They reduce the loading time of GTA V by 70%, what has Rockstar done wrong?


The charging time of GTA V Online is very, very long, no matter how fast or powerful is your PC. The game world is large, complex and constantly updated, but should that mean that the loading time must be that long despite the fact that we are talking about a game that is almost six years old on PC?

This weekend a programmer named T0ST discovered a way to shorten the loading time of GTA Online by almost 70%, reducing the time we have to wait to enter the game from exactly six minutes to 1 minute and 50 seconds. This has been achieved using a fairly old PC, with an AMD FX-8350 processor and SSD storage, showing that Rockstar has not done its job well.

The problem of loading time in GTA V

GTA V Online is almost six years old now but it still receives constant updates, and for the new next-generation version on PlayStation 5 and Xbox Series X Rockstar should look for ways to make the game loading time much faster to do better. use of available hardware. This, in fact, is true for both PC and consoles.

A short summary of the problem is that GTA V has a single-threaded CPU bottleneck, and it struggles to work through a 10MB JSON file and then wastes time with an extremely slow data verification system than the one. T0ST programmer claims it is useless.

Since AMD's FX-8350 is a very underpowered processor by today's standards and offers poor single-threaded performance compared to Intel processors of that time, T0ST issues are less common on more modern systems. That said, the improved single-threaded performance on modern CPUs will still need to waste a lot of time on these same processes, making the T0ST fixes very valuable to Rockstar in their next efforts for GTA V Online.

The first of GTA Online's problems is that it has difficulty working with a 10MB JSON file that contains about 63,000 items. Interestingly, GTA V reads this file 63,000 times during loading time, resulting in a large amount of wasted time. While each read is very fast, flipping through the file 63,000 times adds up to a large number of wasted CPU cycles and creates longer load times than necessary.

The second problem with GTA Online is that the game also checks its calculations for repeated values, even though the JSON list does not contain them. Since the list has 63,000 values, T0ST believes that GTA Online needs to perform 1,984,531,500 cross-checks, all of which are useless. All entries in that file are unique, which completely eliminates the need for this cross-check.

To reduce GTA Online's loading time by nearly 70%, T0ST created two fixes that mitigate these issues, which it states should be considered by Rockstar. Given that GTA 5 has over 100,000 concurrent players on Steam on a daily basis, the time-saving benefits would be huge. If 100,000 players could load the game in 1 minute, the time savings would be 69.4 days.

The solution to the problem

T0ST's solution consists of two parts, both described on his blog. The first is a bypass of the game's duplication check, eliminating this unnecessary task. With this alone, it is possible to reduce the loading time by approximately 30%.

The second solution is a patch for the game's JSON parser, which caches the start and length of the JSON file. This change allows GTA Online to read the file once and view the cached response without having to reread the file, so instead of reading the file 63,000 times, it reads it once and caches it. This fix reduced the loading time of GTA V from six to two minutes and 50 seconds.

When both solutions are combined, the loading times were reduced from six minutes to one minute and fifty seconds, and that taking into account that the PC used is far from being fast and modern, so in a current gaming PC we could probably talk to load the game in just half a minute. The code for these fixes is available on Github, although GTA Online players should not use it as the anti-cheat system might see it as a cheat. This is precisely why Rockstar should implement these changes itself.

Rockstar, please fix your game

GTA Online is still incredibly popular on both PC and consoles even though it is now six years old, and T0ST claims its fixes could be implemented by a single Rockstar developer in a single day, so the effort would be minimal. especially considering the benefits. With this in mind, Rockstar should consider the implementation of this solution a no-brainer.

The shorter load times are sure to attract more PC gamers to play again, and existing players will benefit from a much shorter load time and therefore more actual game time.

If these corrections can also be brought to the console, and especially to the new generation, the saving of human time combining these corrections would be even more considerable. The faster loading times for the new version on next-gen consoles would certainly be a huge improvement for everyone.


● Your goal
For this exercise, copy the data exactly and omit any images.

● Data for the task
▬▬▬
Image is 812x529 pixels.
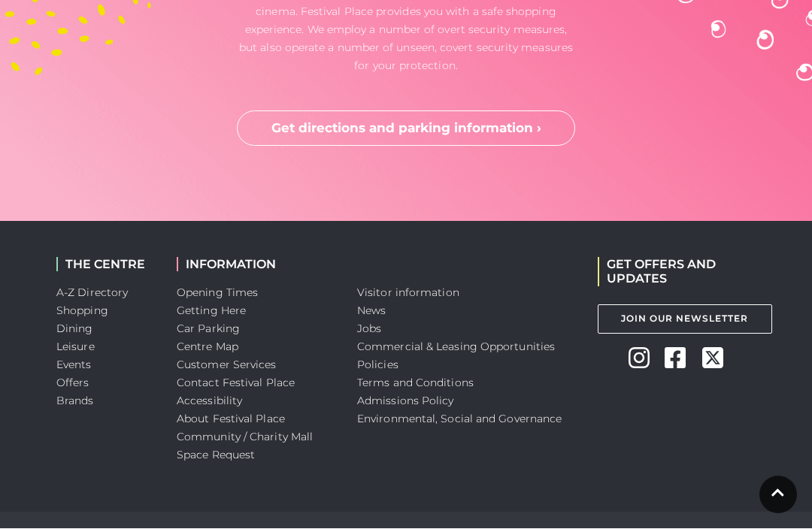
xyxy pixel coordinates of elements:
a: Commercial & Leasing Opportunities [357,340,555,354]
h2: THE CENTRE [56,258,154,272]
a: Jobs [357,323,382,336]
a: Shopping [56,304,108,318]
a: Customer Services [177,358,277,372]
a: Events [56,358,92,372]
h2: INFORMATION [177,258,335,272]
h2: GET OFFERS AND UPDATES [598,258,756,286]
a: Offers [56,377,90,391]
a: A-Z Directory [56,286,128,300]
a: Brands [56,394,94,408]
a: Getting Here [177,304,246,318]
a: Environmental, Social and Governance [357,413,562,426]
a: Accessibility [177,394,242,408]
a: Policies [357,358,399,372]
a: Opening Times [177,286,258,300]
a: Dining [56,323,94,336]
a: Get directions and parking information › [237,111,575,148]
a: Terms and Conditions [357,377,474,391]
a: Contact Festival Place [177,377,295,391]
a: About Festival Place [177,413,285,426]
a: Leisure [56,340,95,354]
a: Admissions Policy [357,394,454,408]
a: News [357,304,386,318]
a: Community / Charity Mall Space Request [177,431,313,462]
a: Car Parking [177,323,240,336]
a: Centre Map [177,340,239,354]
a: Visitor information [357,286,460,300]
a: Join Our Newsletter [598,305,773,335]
▬▬▬
● Response area
Image is 812x529 pixels.
xyxy pixel coordinates of elements:
a: Commercial & Leasing Opportunities [357,340,555,354]
h2: THE CENTRE [56,258,154,272]
a: Jobs [357,323,382,336]
a: Shopping [56,304,108,318]
a: Customer Services [177,358,277,372]
a: Events [56,358,92,372]
h2: INFORMATION [177,258,335,272]
h2: GET OFFERS AND UPDATES [598,258,756,286]
a: Offers [56,377,90,391]
a: A-Z Directory [56,286,128,300]
a: Brands [56,394,94,408]
a: Getting Here [177,304,246,318]
a: Environmental, Social and Governance [357,413,562,426]
a: Accessibility [177,394,242,408]
a: Policies [357,358,399,372]
a: Opening Times [177,286,258,300]
a: Dining [56,323,94,336]
a: Get directions and parking information › [237,111,575,148]
a: Terms and Conditions [357,377,474,391]
a: Contact Festival Place [177,377,295,391]
a: About Festival Place [177,413,285,426]
a: Leisure [56,340,95,354]
a: Admissions Policy [357,394,454,408]
a: News [357,304,386,318]
a: Community / Charity Mall Space Request [177,431,313,462]
a: Car Parking [177,323,240,336]
a: Centre Map [177,340,239,354]
a: Visitor information [357,286,460,300]
a: Join Our Newsletter [598,305,773,335]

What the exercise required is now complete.